Marshall, Ridglan, and other breeders are unaffected. Demand remains the same.
No impact on what procedures are performed or how long studies last.
~95% of lab dogs require necropsy for regulatory data. Only recovery groups and sub-lethal dose animals are eligible.
The Federal Gap
No federal beagle freedom law exists. Multiple bills have been introduced — the Pet Safety and Protection Act and similar legislation — but none has passed both chambers. A beagle's fate after a study depends entirely on which state the lab is in.

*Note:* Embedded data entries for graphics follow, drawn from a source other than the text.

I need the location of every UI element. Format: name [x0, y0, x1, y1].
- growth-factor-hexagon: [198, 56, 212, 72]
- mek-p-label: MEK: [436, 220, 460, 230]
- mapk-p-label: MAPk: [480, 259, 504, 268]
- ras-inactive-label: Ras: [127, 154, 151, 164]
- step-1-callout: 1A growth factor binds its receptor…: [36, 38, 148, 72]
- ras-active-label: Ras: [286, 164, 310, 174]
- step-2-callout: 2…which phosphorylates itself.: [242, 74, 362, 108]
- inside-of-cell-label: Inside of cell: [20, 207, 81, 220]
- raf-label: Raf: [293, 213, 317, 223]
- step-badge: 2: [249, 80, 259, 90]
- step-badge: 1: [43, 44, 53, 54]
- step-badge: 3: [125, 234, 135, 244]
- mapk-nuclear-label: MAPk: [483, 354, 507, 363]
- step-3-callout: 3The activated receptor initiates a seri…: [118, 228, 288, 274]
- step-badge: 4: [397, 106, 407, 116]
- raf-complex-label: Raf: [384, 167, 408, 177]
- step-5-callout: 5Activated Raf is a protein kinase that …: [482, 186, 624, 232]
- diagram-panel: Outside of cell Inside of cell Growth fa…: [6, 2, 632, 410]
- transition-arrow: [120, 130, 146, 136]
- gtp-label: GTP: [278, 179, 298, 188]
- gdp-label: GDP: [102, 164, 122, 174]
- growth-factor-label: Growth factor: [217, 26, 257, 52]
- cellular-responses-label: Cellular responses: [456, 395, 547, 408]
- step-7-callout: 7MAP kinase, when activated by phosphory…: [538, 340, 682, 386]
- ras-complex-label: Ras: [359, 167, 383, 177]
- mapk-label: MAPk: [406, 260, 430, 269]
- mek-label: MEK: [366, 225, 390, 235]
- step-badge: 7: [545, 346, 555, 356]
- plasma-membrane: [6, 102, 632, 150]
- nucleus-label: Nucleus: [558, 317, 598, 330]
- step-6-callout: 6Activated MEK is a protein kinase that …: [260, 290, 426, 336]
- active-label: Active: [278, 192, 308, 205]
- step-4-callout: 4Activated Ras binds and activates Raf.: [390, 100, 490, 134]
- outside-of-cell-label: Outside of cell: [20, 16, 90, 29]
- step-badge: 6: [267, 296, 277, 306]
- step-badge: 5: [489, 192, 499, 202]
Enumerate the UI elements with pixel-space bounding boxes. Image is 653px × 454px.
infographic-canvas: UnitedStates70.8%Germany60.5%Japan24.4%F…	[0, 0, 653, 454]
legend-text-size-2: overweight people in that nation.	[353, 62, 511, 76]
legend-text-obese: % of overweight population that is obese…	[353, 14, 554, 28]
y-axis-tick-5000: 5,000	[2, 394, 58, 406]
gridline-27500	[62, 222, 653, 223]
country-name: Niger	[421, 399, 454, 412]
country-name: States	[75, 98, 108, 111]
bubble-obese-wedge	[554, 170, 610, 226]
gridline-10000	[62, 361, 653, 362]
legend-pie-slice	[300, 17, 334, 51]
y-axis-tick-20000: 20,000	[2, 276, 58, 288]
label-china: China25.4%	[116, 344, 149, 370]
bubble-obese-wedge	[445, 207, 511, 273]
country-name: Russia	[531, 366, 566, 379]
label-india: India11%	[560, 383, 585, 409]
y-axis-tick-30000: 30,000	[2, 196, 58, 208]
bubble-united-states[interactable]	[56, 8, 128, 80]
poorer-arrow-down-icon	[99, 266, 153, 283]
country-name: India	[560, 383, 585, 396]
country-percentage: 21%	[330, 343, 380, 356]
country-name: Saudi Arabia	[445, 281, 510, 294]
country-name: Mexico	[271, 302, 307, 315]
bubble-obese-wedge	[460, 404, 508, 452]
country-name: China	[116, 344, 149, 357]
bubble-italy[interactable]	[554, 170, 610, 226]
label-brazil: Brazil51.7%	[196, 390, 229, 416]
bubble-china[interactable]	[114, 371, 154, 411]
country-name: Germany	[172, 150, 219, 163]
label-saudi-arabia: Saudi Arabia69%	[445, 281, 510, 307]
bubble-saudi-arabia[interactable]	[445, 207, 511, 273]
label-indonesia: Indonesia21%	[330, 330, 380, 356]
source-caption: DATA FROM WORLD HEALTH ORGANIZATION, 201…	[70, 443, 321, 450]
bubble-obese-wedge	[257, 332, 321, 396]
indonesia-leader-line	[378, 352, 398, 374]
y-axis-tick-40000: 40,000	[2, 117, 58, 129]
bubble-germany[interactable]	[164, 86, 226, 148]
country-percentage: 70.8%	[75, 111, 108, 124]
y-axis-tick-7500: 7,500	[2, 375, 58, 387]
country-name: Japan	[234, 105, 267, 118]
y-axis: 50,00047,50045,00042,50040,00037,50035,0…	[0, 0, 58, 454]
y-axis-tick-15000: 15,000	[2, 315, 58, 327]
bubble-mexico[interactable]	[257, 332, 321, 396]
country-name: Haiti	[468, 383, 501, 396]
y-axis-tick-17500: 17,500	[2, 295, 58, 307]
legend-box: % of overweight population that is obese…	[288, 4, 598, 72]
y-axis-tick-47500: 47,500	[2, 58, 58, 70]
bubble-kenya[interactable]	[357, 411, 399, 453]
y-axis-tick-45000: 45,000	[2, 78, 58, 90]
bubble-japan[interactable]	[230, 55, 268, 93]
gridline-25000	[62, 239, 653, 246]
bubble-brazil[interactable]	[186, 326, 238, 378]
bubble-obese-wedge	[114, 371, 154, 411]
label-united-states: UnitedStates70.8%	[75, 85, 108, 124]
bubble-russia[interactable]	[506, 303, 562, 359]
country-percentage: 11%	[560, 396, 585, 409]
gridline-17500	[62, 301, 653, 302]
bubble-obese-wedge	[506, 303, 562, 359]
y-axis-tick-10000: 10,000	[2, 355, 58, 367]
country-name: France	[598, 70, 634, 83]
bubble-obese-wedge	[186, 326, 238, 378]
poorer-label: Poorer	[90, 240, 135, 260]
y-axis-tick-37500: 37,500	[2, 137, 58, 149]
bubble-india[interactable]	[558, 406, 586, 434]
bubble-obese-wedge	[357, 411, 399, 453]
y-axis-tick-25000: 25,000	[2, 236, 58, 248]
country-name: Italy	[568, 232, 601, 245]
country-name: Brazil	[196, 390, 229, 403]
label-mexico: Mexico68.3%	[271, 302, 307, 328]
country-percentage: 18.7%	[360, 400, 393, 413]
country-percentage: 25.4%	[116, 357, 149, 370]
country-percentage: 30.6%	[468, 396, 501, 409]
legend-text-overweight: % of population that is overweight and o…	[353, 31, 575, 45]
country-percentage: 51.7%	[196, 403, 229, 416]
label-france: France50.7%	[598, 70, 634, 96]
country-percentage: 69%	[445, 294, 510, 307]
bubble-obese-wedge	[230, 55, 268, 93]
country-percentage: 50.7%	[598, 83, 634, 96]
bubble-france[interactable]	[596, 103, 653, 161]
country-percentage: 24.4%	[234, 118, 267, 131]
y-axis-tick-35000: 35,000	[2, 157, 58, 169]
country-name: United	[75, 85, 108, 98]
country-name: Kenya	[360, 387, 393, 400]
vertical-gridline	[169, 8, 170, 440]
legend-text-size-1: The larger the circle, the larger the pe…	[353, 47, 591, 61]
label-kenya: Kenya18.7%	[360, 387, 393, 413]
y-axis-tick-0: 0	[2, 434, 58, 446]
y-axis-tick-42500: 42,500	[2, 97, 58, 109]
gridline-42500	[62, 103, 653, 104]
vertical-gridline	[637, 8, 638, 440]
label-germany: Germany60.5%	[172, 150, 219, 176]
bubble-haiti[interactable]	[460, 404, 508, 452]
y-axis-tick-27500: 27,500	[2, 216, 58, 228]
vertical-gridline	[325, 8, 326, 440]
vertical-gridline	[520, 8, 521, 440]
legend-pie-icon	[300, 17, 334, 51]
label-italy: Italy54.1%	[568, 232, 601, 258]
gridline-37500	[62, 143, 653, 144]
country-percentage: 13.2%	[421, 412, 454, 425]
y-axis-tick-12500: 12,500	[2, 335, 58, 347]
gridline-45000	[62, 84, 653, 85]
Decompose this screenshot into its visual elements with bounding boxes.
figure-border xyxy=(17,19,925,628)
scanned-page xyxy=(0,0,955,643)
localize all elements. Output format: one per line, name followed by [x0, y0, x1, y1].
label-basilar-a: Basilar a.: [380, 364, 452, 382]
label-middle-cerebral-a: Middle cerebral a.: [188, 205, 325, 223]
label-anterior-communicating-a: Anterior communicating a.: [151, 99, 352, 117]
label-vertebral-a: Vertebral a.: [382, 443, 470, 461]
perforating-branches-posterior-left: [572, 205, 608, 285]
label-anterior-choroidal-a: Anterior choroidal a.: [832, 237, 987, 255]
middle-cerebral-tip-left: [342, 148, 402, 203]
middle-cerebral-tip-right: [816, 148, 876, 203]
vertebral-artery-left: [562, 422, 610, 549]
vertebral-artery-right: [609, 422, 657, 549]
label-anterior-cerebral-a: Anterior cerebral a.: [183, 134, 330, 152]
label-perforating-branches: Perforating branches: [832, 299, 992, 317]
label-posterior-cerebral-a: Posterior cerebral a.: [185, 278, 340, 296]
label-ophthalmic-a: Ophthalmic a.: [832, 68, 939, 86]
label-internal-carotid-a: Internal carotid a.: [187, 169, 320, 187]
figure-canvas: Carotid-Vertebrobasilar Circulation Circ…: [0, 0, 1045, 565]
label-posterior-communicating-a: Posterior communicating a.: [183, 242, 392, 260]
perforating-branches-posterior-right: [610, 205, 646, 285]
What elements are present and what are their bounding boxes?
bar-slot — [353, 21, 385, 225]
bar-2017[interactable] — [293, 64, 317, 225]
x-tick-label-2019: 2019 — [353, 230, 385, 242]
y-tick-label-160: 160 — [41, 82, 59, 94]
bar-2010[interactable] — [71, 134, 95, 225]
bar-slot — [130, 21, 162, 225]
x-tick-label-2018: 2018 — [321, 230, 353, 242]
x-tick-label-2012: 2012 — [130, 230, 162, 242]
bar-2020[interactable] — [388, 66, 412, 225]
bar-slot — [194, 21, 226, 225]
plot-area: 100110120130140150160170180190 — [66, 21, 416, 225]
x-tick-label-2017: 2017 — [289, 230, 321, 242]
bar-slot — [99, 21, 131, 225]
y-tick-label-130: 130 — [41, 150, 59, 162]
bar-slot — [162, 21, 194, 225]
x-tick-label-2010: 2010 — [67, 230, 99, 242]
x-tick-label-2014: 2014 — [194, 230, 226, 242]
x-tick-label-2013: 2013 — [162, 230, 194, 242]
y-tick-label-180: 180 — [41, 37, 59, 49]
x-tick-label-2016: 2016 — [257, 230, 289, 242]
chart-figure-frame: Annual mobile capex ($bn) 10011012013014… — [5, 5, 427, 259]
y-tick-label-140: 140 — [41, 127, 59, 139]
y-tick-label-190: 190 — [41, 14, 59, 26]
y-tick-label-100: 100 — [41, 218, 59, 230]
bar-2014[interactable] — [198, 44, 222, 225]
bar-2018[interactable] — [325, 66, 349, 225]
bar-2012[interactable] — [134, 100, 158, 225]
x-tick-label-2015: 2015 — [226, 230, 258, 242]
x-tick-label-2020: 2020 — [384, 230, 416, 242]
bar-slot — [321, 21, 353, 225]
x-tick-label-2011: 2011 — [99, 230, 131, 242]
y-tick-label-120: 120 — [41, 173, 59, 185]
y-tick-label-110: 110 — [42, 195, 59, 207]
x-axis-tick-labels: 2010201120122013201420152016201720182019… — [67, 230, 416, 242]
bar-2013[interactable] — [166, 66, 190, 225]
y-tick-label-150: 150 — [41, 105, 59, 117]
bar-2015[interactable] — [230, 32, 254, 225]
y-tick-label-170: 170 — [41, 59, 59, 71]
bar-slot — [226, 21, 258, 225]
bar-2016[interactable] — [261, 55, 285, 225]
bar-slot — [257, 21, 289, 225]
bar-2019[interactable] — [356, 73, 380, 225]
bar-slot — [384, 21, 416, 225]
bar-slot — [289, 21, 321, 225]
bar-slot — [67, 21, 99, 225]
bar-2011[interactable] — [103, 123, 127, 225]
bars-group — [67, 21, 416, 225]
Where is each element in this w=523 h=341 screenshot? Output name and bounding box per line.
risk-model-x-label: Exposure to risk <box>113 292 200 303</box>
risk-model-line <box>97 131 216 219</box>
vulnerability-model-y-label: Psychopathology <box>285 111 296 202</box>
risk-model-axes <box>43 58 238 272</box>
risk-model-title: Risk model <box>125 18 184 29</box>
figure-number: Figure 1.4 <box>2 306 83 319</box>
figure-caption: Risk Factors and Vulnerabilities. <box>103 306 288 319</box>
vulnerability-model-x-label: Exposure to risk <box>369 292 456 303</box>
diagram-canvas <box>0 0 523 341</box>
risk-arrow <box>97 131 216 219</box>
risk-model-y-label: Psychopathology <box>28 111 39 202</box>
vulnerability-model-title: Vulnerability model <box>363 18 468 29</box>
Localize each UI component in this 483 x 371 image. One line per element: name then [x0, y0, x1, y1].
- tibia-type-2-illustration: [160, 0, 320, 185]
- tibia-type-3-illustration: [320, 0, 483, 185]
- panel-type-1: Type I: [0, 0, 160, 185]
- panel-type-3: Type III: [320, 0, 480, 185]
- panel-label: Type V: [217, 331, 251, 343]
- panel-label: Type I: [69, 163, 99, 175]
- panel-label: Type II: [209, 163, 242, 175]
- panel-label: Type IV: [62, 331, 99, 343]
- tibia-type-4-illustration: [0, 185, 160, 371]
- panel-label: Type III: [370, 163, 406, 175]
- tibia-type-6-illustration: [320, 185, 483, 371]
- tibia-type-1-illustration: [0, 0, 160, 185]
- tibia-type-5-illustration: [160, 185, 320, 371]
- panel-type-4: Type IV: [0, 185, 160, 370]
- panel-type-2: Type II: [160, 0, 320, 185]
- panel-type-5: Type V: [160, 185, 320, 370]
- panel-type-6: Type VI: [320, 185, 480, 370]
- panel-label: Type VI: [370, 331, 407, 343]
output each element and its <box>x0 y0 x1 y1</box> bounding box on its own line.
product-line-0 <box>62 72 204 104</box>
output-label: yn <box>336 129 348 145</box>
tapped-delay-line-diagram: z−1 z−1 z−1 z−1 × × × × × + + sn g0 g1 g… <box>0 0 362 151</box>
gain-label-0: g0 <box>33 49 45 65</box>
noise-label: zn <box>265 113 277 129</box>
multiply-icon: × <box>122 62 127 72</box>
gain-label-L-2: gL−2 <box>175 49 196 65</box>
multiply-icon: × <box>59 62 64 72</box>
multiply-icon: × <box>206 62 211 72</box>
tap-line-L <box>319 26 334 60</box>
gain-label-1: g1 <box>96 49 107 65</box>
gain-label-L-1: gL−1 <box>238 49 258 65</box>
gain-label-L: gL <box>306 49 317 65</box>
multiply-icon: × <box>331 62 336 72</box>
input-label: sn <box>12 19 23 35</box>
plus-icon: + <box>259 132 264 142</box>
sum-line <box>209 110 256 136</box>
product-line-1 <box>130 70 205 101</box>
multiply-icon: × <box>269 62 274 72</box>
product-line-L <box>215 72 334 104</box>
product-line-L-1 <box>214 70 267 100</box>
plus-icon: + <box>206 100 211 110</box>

NIH Rehoming Policy (October 2025)
NIH now allows rehoming costs to be charged to research grants — removing the financial excuse. Applies to all NIH-funded research with AWA-covered animals. Does not mandate rehoming. Removes a barrier.
Beagle Freedom Laws Across the US
14 states have enacted laboratory animal adoption laws — but only 2 have real enforcement
Source: State legislative records, 2014-2025. See /law/beagle-freedom-laws/states for full state-by-state profiles.
International Approaches
Allows member states to permit rehoming. Does not mandate it but removes legal barriers.
Rehoming conditional on welfare assessment. Must be healthy, behaviorally suitable, with informed adopters.
Rehoming requires Secretary of State consent — bureaucratic but with governmental oversight.